Exodus 4:2
Context4:2 The Lord said to him, “What is that in your hand?” He said, “A staff.” 1
Exodus 4:17
Context4:17 You will also take in your hand this staff, with which you will do the signs.” 2
Exodus 4:20
Context4:20 Then Moses took 3 his wife and sons 4 and put them on a donkey and headed back 5 to the land of Egypt, and Moses took the staff of God in his hand.
1 tn Or “rod” (KJV, ASV); NCV, CEV “walking stick”; NLT “shepherd’s staff.”
sn The staff appears here to be the shepherd’s staff that he was holding. It now will become the instrument with which Moses will do the mighty works, for it is the medium of the display of the divine power (S. R. Driver, Exodus, 27; also, L. Shalit, “How Moses Turned a Staff into a Snake and Back Again,” BAR 9 [1983]: 72-73).
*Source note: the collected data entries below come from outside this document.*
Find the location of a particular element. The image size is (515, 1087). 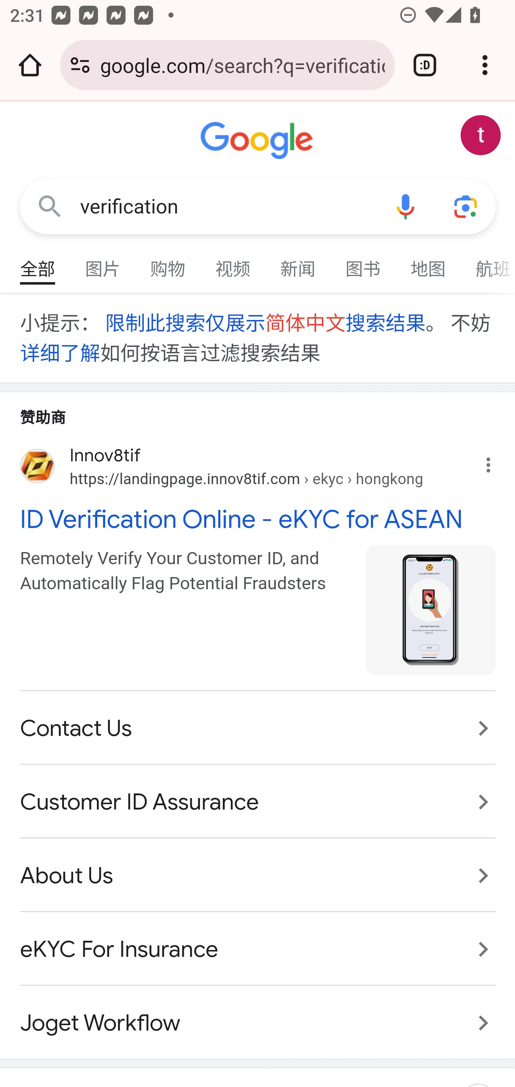

Contact Us is located at coordinates (258, 730).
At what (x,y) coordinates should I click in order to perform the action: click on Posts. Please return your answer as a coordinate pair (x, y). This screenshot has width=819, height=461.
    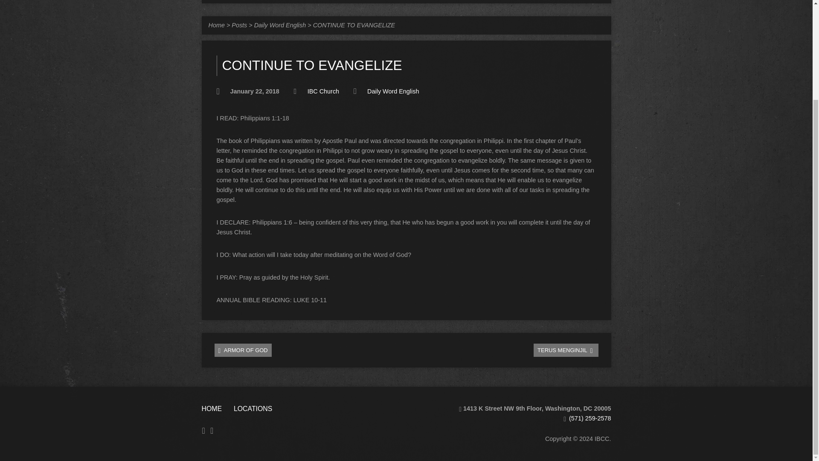
    Looking at the image, I should click on (239, 25).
2 sn Mention of the staff makes an appropriate ending to the section, for God’s power (represented by the staff) will work through Moses. The applicable point that this whole section is making could be worded this way: The servants of God who sense their inadequacy must demonstrate the power of God as their sufficiency.
3 tn Heb “And Moses took.”
4 sn Only Gershom has been mentioned so far. The other son’s name will be explained in chapter 18. The explanation of Gershom’s name was important to Moses’ sojourn in Midian. The explanation of the name Eliezer fits better in the later chapter (18:2-4).
5 tn The verb would literally be rendered “and returned”; however, the narrative will record other happenings before he arrived in Egypt, so an ingressive nuance fits here – he began to return, or started back.